VATICAN CITY, (Reuters) – A woman the Vatican described as unstable jumped over a barricade, lunged at Pope Benedict and knocked him to the floor at the start of his Christmas Eve mass in St Peter’s Basilica yesterday.
The 82-year-old pope was apparently not harmed and went on to finish the two-hour service but an elderly French cardinal in the papal procession fell to the floor and was hospitalised with a broken leg.
Television pictures showed the woman, dressed in a red top, jumping over the barricade briskly and throwing herself against the pope, who fell to the marble floor.
Vatican spokesman Father Federico Lombardi said the woman, who he described as “unstable,” was the same person who tried to jump a barricade to get close to the pope at last year’s Christmas Mass.
The Pope, dressed in gold and white vestments, was helped up by security men and after a few seconds continued the procession up the centre aisle to celebrate the Mass.
But French Cardinal Roger Etchegaray, 87, who has been in frail health recently, fell to the floor and was taken away in a wheelchair. He was hospitalised with a broken femur, Lombardi said.
The woman was detained for questioning by Vatican security police and was not immediately identified.
The incident, which left Vatican security guards visibly shaken and bishops stunned, happened at the start of a Mass at which Benedict led the world’s some 1.1 billion Roman Catholics into Christmas for the fifth time since his 2005 election.
For the first time in recent memory, the mass started two hours before midnight in order to give the pope more time to rest before today’s main Christmas event at noon (1100 GMT). In his homily to more than 10,000 people inside Christendom’s largest church, the pope urged the faithful to rediscover the simplicity of the nativity message.
He recounted the traditional Christmas story of Christ’s birth in a manger in Bethlehem and urged Catholics to put aside the complexities and burdens of daily life and rediscover the path to God.
“We live our lives by philosophies, amid worldly affairs and life and rediscover the path to God.
“We live our lives by philosophies, amid worldly affairs and occupations that totally absorb us and are a great distance from the manger,” he said.
“In all kinds of ways, God has to prod us and reach out to us again and again, so that we can manage to escape from the muddle of our thoughts and activities and discover the way that leads to him,” he said.
Benedict today delivers his twice-yearly “Urbi et Orbi” message to the city and the world from the central balcony of St Peter’s Basilica to crowds in the square below.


What is required — Whenever a line in the data below includes the string "annotation", copy it out.

Study material —
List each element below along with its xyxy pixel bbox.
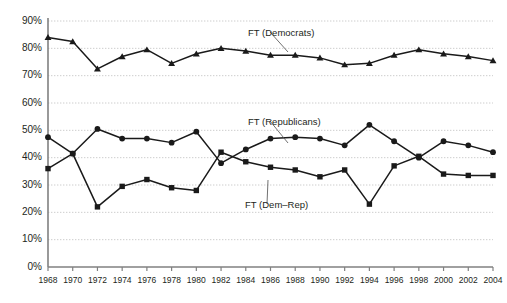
data-point-marker (169, 140, 175, 146)
data-point-marker (367, 201, 372, 206)
y-axis-tick-label: 80% (2, 42, 42, 53)
data-point-marker (268, 136, 274, 142)
x-axis-tick-label: 2004 (477, 275, 507, 285)
data-point-marker (465, 142, 471, 148)
series-annotation-label: FT (Democrats) (248, 27, 314, 38)
data-point-marker (441, 171, 446, 176)
data-point-marker (143, 46, 150, 52)
series-annotation-label: FT (Dem–Rep) (245, 199, 308, 210)
data-point-marker (416, 154, 421, 159)
data-point-marker (317, 174, 322, 179)
data-point-marker (119, 136, 125, 142)
data-point-marker (194, 188, 199, 193)
data-point-marker (243, 147, 249, 153)
data-point-marker (317, 136, 323, 142)
y-axis-tick-label: 40% (2, 151, 42, 162)
data-point-marker (218, 150, 223, 155)
data-point-marker (490, 173, 495, 178)
data-point-marker (342, 167, 347, 172)
data-point-marker (268, 165, 273, 170)
data-point-marker (391, 163, 396, 168)
y-axis-tick-label: 60% (2, 97, 42, 108)
y-axis-tick-label: 90% (2, 15, 42, 26)
data-point-marker (466, 173, 471, 178)
data-point-marker (342, 142, 348, 148)
data-point-marker (490, 149, 496, 155)
data-point-marker (441, 138, 447, 144)
series-annotation-label: FT (Republicans) (248, 116, 321, 127)
data-point-marker (95, 204, 100, 209)
data-point-marker (293, 167, 298, 172)
data-point-marker (391, 138, 397, 144)
y-axis-tick-label: 70% (2, 69, 42, 80)
data-point-marker (366, 122, 372, 128)
y-axis-tick-label: 0% (2, 261, 42, 272)
y-axis-tick-label: 50% (2, 124, 42, 135)
data-point-marker (243, 159, 248, 164)
data-point-marker (193, 129, 199, 135)
y-axis-tick-label: 30% (2, 179, 42, 190)
data-point-marker (45, 166, 50, 171)
data-point-marker (292, 134, 298, 140)
y-axis-tick-label: 10% (2, 233, 42, 244)
data-point-marker (95, 126, 101, 132)
data-point-marker (218, 160, 224, 166)
data-point-marker (169, 185, 174, 190)
y-axis-tick-label: 20% (2, 206, 42, 217)
data-point-marker (144, 177, 149, 182)
data-point-marker (119, 184, 124, 189)
data-point-marker (70, 151, 75, 156)
data-point-marker (144, 136, 150, 142)
data-point-marker (45, 134, 51, 140)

Exercise output —
series-annotation-label: FT (Democrats) (248, 27, 314, 38)
series-annotation-label: FT (Dem–Rep) (245, 199, 308, 210)
series-annotation-label: FT (Republicans) (248, 116, 321, 127)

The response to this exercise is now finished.